━━━ Source information ━━━

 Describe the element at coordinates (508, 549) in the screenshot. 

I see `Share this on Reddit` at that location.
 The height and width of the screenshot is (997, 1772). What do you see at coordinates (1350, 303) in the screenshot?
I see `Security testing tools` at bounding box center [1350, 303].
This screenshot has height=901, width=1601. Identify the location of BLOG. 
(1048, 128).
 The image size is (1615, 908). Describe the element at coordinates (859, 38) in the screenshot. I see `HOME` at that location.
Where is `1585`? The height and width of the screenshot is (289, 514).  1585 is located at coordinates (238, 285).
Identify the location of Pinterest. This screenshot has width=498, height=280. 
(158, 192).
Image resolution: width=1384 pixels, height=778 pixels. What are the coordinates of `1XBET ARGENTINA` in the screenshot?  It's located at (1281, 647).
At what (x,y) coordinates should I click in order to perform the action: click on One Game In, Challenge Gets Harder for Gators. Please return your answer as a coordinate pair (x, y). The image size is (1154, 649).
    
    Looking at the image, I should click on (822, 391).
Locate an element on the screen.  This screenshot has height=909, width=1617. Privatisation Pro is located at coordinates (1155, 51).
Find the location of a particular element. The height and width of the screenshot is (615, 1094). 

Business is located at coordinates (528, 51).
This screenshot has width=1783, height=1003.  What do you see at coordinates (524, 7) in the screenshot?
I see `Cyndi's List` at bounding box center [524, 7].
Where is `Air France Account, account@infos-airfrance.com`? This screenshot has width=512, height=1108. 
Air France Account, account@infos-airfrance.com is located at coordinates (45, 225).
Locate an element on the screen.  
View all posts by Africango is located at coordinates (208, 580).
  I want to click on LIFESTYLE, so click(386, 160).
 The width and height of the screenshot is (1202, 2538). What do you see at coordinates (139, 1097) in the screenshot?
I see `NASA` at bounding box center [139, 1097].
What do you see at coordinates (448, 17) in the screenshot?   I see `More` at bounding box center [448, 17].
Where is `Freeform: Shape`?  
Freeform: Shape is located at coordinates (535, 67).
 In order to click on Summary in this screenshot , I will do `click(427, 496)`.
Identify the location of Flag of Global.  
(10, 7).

━━━

■ **About this exercise**
Which lines run from the one holding "What do you see at coordinates (448, 17)" through the end of the data? Write them out exactly, ends included, and add nothing.

■ **Expected answer**
What do you see at coordinates (448, 17) in the screenshot?   I see `More` at bounding box center [448, 17].
Where is `Freeform: Shape`?  
Freeform: Shape is located at coordinates (535, 67).
 In order to click on Summary in this screenshot , I will do `click(427, 496)`.
Identify the location of Flag of Global.  
(10, 7).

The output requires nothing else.